A Gentle Creature Metaphors and Similes

A Gentle Creature Metaphors and Similes

The wall (mataphor)

The narrator’s position in life is very questionable - he insisted on the silence between him and his wife. And by his attempts he has built up the wall between himself and his wife, and this wall stays unbreakable. But the theory of the narrator fails: The Gentle remains uncontrollable, her rebellion is replaced by silence, and silence is a suicide. The lack of dialogue is the cause of the catastrophe, but he came to the understanding of this too late.

Chattering of innocence (Metaphor)

The narrator visits his future wife very often before the wedding and “when I went to see her in the evening, she told me in her chatter (the enchanting chatter of innocence) all about her childhood and girlhood, her old home, her father and mother.” Her behavior, a need for conversations and desire to share shows that she is a open-hearted person, with clear soul and great yearn for life. But the narrator has killed all her attempts of intimacy by his theory of “silence.”

Gentle turns into an animal (Simile)

There came time when the narrator’s wife started disobey, not that she did not do what her husband wanted or required, she became rebellious as his frames became too tight for her, the narrator describes the situation: “she suddenly leapt up, suddenly began shaking all over and — what do you think — she suddenly stamped her foot at me; it was a wild animal, it was a frenzy, it was the frenzy of a wild animal. I was petrified with astonishment; I had never expected such an outburst.”

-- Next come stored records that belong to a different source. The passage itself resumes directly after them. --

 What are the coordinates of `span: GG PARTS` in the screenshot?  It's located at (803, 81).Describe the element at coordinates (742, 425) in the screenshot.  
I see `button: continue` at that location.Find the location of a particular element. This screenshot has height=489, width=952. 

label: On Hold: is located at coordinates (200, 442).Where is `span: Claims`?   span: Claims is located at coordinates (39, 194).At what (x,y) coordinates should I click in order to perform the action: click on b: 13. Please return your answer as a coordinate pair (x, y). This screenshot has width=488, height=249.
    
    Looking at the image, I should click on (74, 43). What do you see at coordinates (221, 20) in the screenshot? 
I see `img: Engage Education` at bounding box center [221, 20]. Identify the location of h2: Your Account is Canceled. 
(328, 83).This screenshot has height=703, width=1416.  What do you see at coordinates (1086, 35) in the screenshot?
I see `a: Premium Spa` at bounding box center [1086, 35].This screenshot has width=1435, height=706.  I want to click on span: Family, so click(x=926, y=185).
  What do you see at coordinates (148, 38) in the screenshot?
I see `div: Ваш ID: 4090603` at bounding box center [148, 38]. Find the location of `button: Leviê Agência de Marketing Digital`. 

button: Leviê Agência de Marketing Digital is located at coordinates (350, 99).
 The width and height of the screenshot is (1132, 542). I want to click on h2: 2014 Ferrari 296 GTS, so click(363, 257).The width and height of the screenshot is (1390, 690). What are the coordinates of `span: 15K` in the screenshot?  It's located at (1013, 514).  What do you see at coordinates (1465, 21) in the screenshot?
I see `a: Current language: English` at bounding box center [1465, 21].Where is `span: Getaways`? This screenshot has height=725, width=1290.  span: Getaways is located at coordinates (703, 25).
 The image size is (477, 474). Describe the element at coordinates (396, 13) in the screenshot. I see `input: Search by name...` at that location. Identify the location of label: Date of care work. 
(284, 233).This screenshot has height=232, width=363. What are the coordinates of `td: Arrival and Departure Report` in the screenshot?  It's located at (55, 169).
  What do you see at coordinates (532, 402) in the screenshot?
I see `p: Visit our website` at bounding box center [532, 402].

The fallen veil (metaphor)

Through the entire story the narrator draws the reader’s attention to the fact that he understood something but it was too late, and only at the very end he clears up what was the moment and what was it that he understood. It happens accidentally when he hears his wife singing; he has never heard it before so the very idea of her singing astonished him. He asked the servant girl whether she sang often and she answered that mostly when he is not at home. And at this very moment some kind of enlightenment happened to him – “the truth shone out like the sun, and to doubt was impossible”. And this truth was that she did not care for him, so many years he pleased himself with a thought that she loved him, but she did not, and her obedience was not her own choice – it was his frames and his ideas of the world that made her so “gentle” – but is fact she never was this and proves it when jumps from the window and commits a suicide.